Voat died because they took a max free speech approach, even allowing racism and stuff. Lemmy does not have a central administration that can make decisions like that, as each instance gets to decide if they federate with another instance or not.
There's no doubt going to be a banlist that gets shared amongst the biggest, most popular instances to get rid of the trolls.
Voat died because they took a max free speech approach, even allowing racism and stuff.
It cannot be stressed enough how core this was to Voat's identity, and also how much it poisoned the entire platform. When even objecting to bigotry is against the ethos of the site then there's no way to build a healthy community, much less an inclusive one.
If that showed up on some Lemmy instance, you'd still have people saying "Defederation is bad! Marketplace of ideas! Just block them and move on! It's just one person!" :sigh:
Plus the kinds of people that migrated to Voat were... Not good people. IIRC, it was particularly the banning of FatPeopleHate that got many to move to Voat. The kind of people who'd quit a website because they said to stop harassing people for being fat are not good people. By comparison, this time, we're migrating because Reddit is being disrespectful towards frankly all their users, but also particularly mods and the visibility impaired.
On top of that, Voat got their main population-spike around the time reddit was cracking down on racist and extremist subreddits, so those are the type of users who shaped the culture of Voat. Lemmy, on the other hand, is getting their population spike from enthusiast users, I.E. the 10% of people most responsible for voting, commenting, posting, and just in general contributing to the site. Therefore, those are the people shaping the growing culture of Lemmy, doing so in a mostly positive way.
There is a phenomenon known as the "Eternal September". In the earliest internet, the vast majority of internet users were college student. Therefore, every September when freshmen started school, the online communities would get a massive influx of new users; These new users were often poorly behaved or disruptive to the culture of the communities, but over time they would acclimate to the local culture and become just more normal users, and things would settle back to normal. This was known as the "September Effect".

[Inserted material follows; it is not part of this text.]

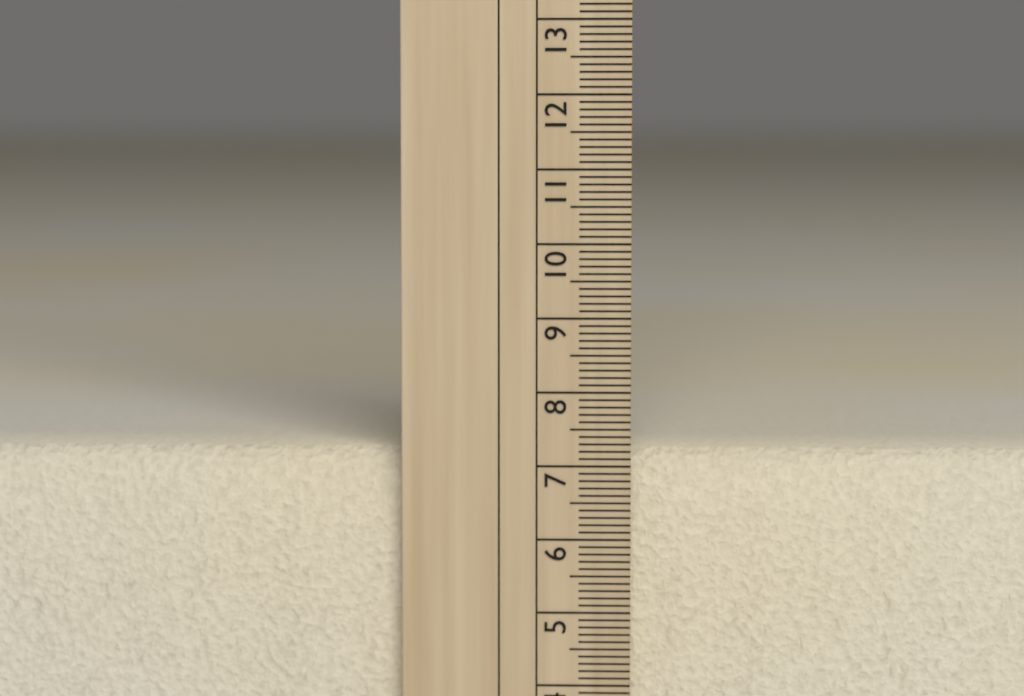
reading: 7.2 cm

And then one year the internet started gaining small mainstream attention, and suddenly these chatrooms were being constantly flooded with new, ill-behaved users all the time; And because this "September" never ended, the culture of these communities ended up being washed away by the new people, and irreversibly changed forever; hence the "Eternal September".
The moral of the story, too many new people to a community too fast can overrun the existing cultural dynamic, and so either you need to be restrained in how quickly you let new people join so they can gradually assimilate, or you need the people joining to already share the same culture you desire.
Voat was also competing with reddit during a period of growth by appealing to the more toxic elements of the communities. There wasn't enough of them to sustain an entire service and remain solvent, and they didn't bring anything new to the experience. It was just a reddit clone.
The big difference now is that reddit corp has decided to alienate a severe chunk of their userbase.
I also suspect there were a lot of people who wanted to be part of certain communities, but weren't thrilled with the reddit format. There just wasn't anything else.
Those users are now open to alternatives like Lemmy, or Discord or another federated service. Reminds me of IRC in the 90s. If you got bored of efnet, connect to another network.
Yeah, I see people advocating for that here, but the truth is that most people don’t want to deal with constant hate and trolls. People want to feel welcome in a community.
It turns out that people stop valuing things like "free speech" and "tolerance" when people try to use those values to force them to tolerate assholes.
The strength of the fediverse is that there can be a right wing fediverse, a left wing fediverse, a centralist fediverse, yada yada yada. Entire networks of different, unconnected instances can exist. There will probably be instances in between that act as bridges or for gathering stats.
It will be interesting to watch, but at least people will be able to join the instances with communities they like. The problem of course is that echo chambers are more likely to evolve, but it's not like that isn't the case right now.
And once we get instance bridged with the dark web, it could allow content from countries like China, North Korea, Iran, and other places that don't want information getting out.
I think we're already seeing that a lot of the groups are going to be left-leaning, and since the system is decentralized by design, it's not going to be attractive to people that are right-wing and have authoritarian views. E.g., they won't be able to force other people to see what they say. (Remember the shitstorm of whining when TheDonald was removed from the front page so that 99% of people didn't see it anymore?)
It also helps that this wave of Lemmy’s new users are unified around some common centrist causes. Like not fucking up the user experience and not lying to its end users.
Votes big influx of users happened when far right wing subreddits got shut down. That created a pretty toxic place.